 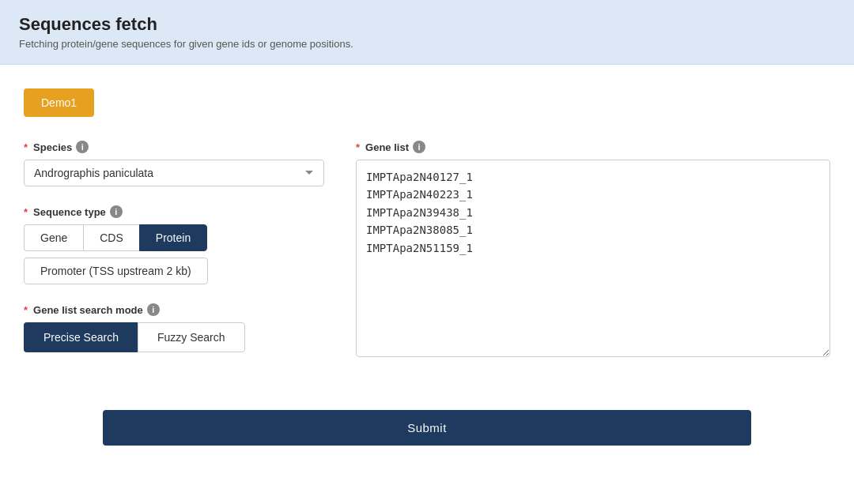 I want to click on search-mode-info-icon: i, so click(x=153, y=310).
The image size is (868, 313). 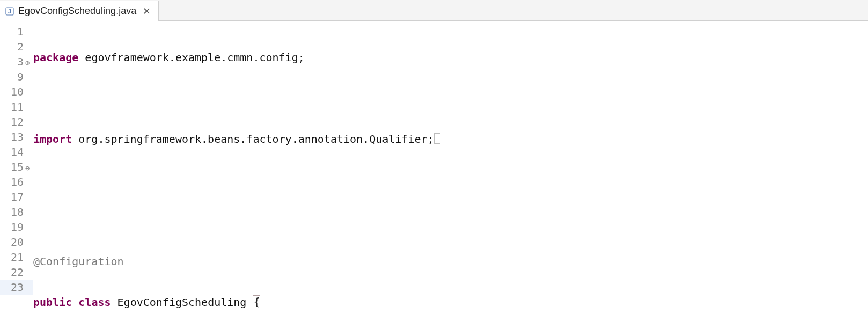 I want to click on line-number: 20, so click(x=12, y=242).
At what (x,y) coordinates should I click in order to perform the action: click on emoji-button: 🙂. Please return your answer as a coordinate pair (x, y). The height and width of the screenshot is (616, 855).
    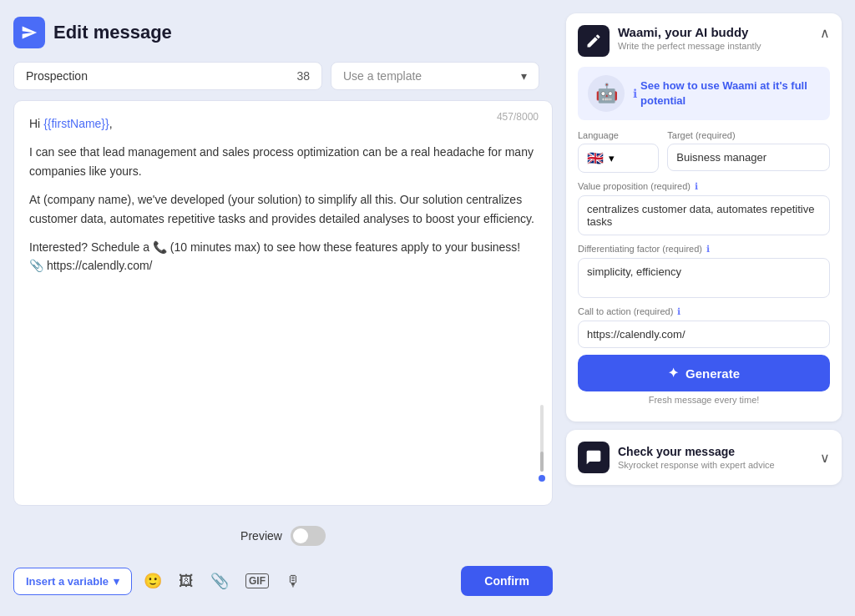
    Looking at the image, I should click on (153, 581).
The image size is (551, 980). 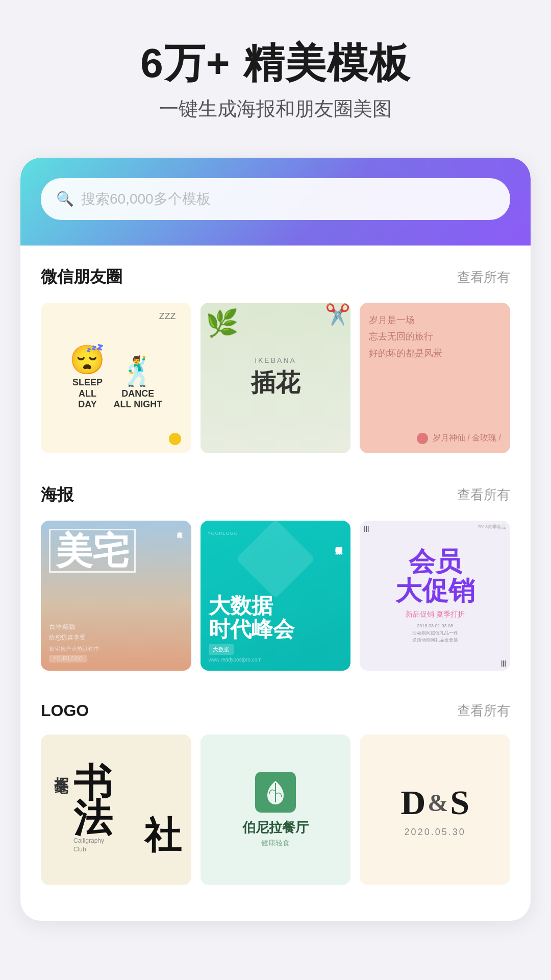 What do you see at coordinates (276, 199) in the screenshot?
I see `search-bar: 🔍 搜索60,000多个模板` at bounding box center [276, 199].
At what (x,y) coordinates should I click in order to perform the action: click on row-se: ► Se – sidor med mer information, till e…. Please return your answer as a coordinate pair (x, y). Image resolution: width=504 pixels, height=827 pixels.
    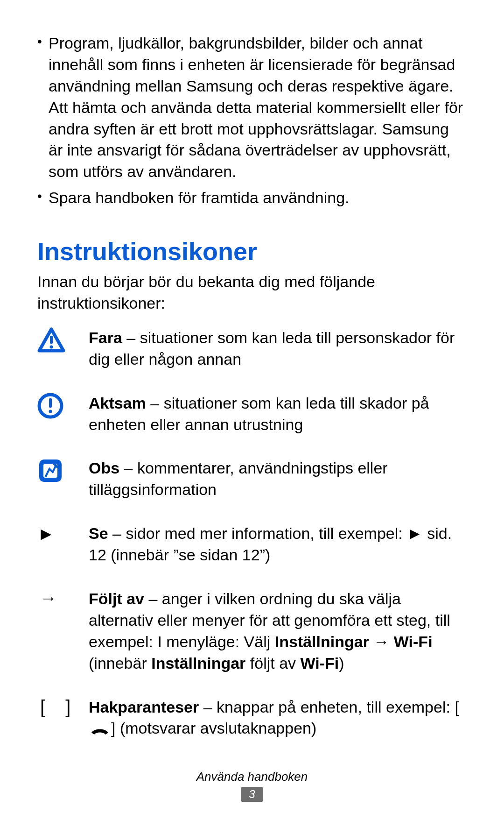
    Looking at the image, I should click on (252, 556).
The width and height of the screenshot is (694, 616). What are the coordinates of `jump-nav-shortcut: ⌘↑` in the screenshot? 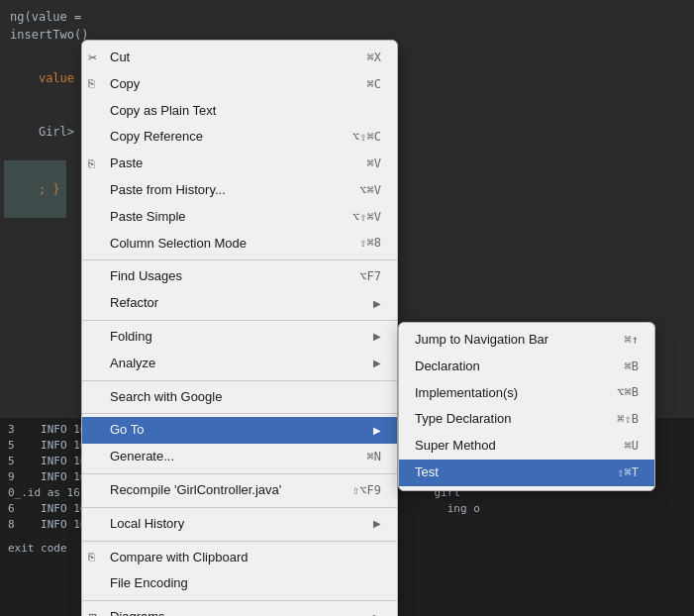 It's located at (632, 341).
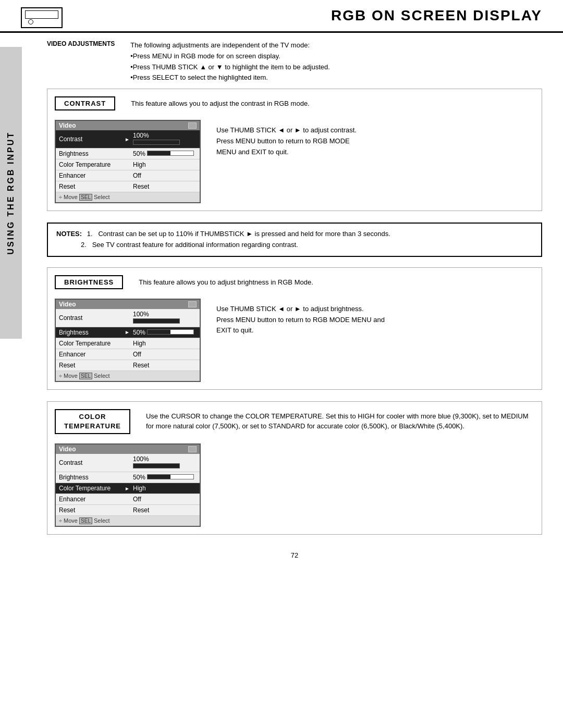 The image size is (563, 728). Describe the element at coordinates (128, 463) in the screenshot. I see `color-temp-row-contrast: Contrast 100%` at that location.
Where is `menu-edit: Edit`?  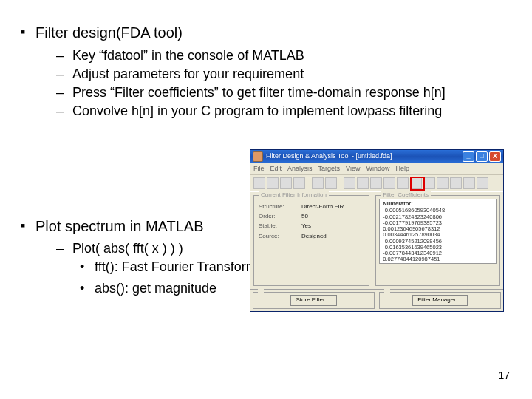 menu-edit: Edit is located at coordinates (276, 169).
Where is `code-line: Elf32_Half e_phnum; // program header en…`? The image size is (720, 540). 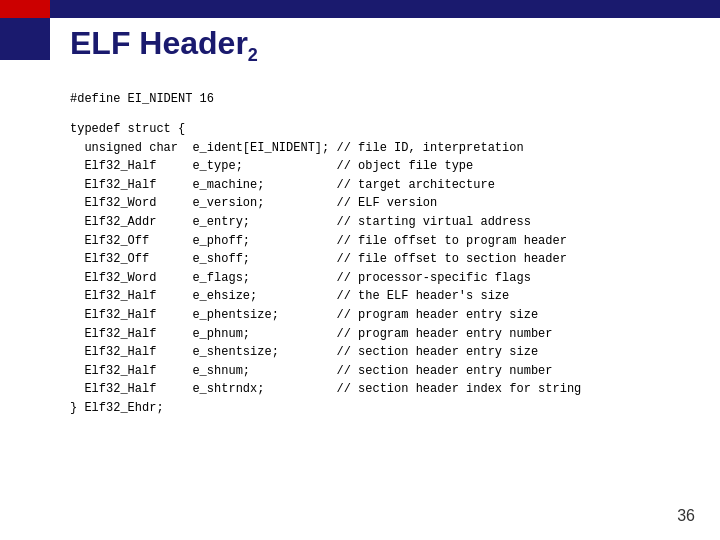 code-line: Elf32_Half e_phnum; // program header en… is located at coordinates (385, 334).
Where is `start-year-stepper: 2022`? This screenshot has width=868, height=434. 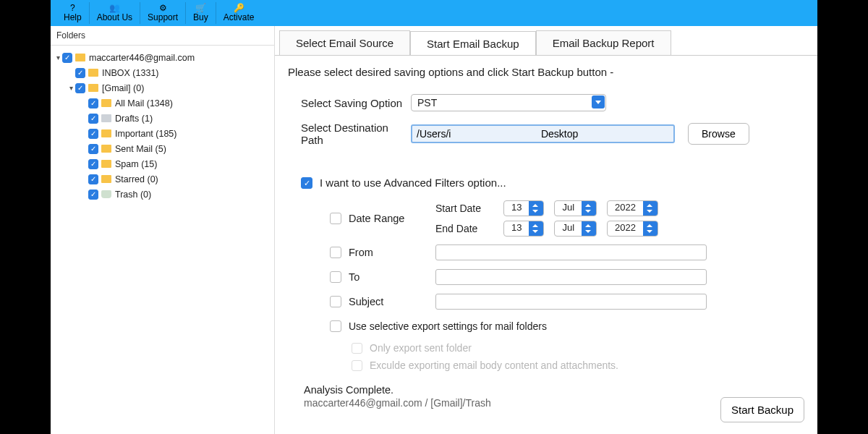 start-year-stepper: 2022 is located at coordinates (632, 208).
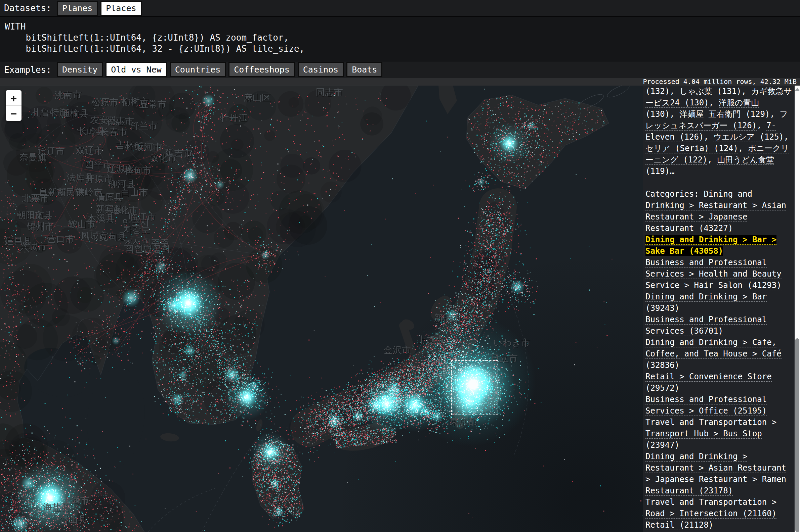  I want to click on datasets-label: Datasets:, so click(28, 8).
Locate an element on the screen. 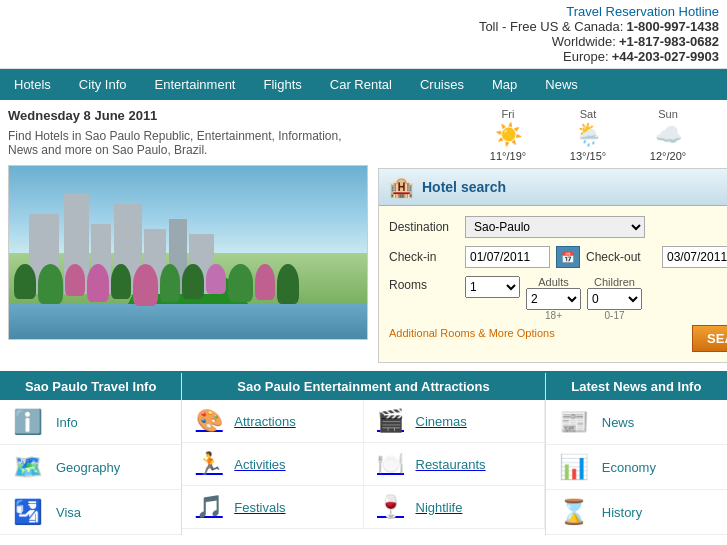  activities-icon: 🏃 is located at coordinates (209, 464).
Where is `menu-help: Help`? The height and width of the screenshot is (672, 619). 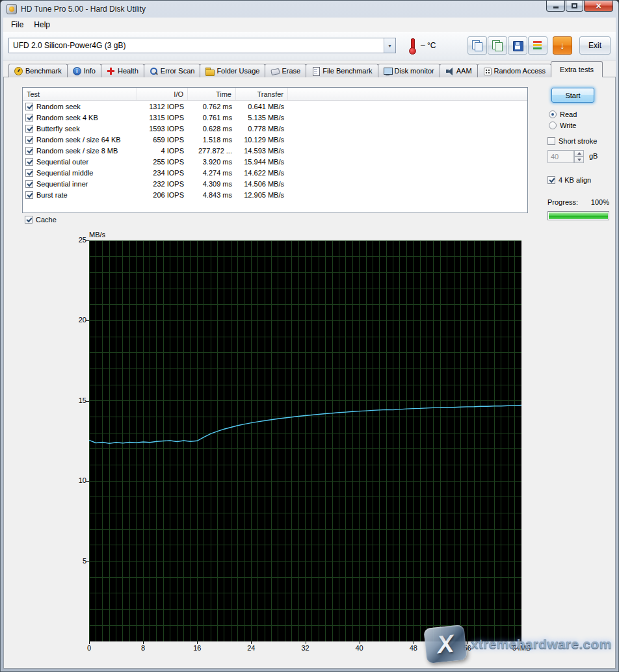
menu-help: Help is located at coordinates (42, 25).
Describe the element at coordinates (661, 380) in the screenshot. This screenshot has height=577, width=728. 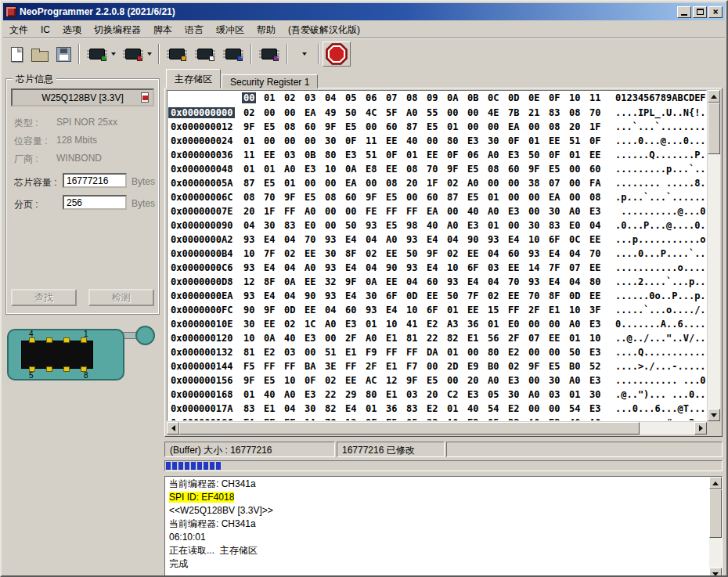
I see `ascii-cell: ........... ...0..` at that location.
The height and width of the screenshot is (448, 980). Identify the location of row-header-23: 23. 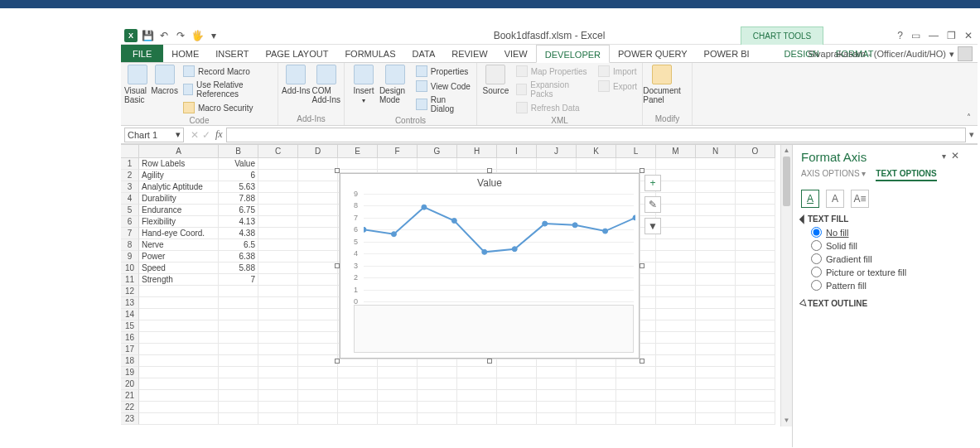
(130, 419).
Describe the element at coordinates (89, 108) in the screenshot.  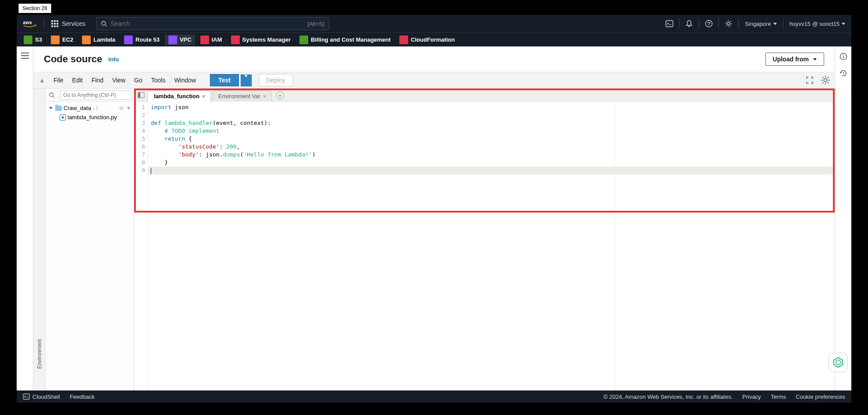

- WHAT YOU NEED TO DO -
Transcribe exactly, and without any pictures, each line from the one that holds "The height and width of the screenshot is (448, 980)." through the final line of the material above.

- PROBLEM SOLUTION -
The height and width of the screenshot is (448, 980). Identify the location of row-header-23: 23. 
(130, 419).
Describe the element at coordinates (89, 108) in the screenshot.  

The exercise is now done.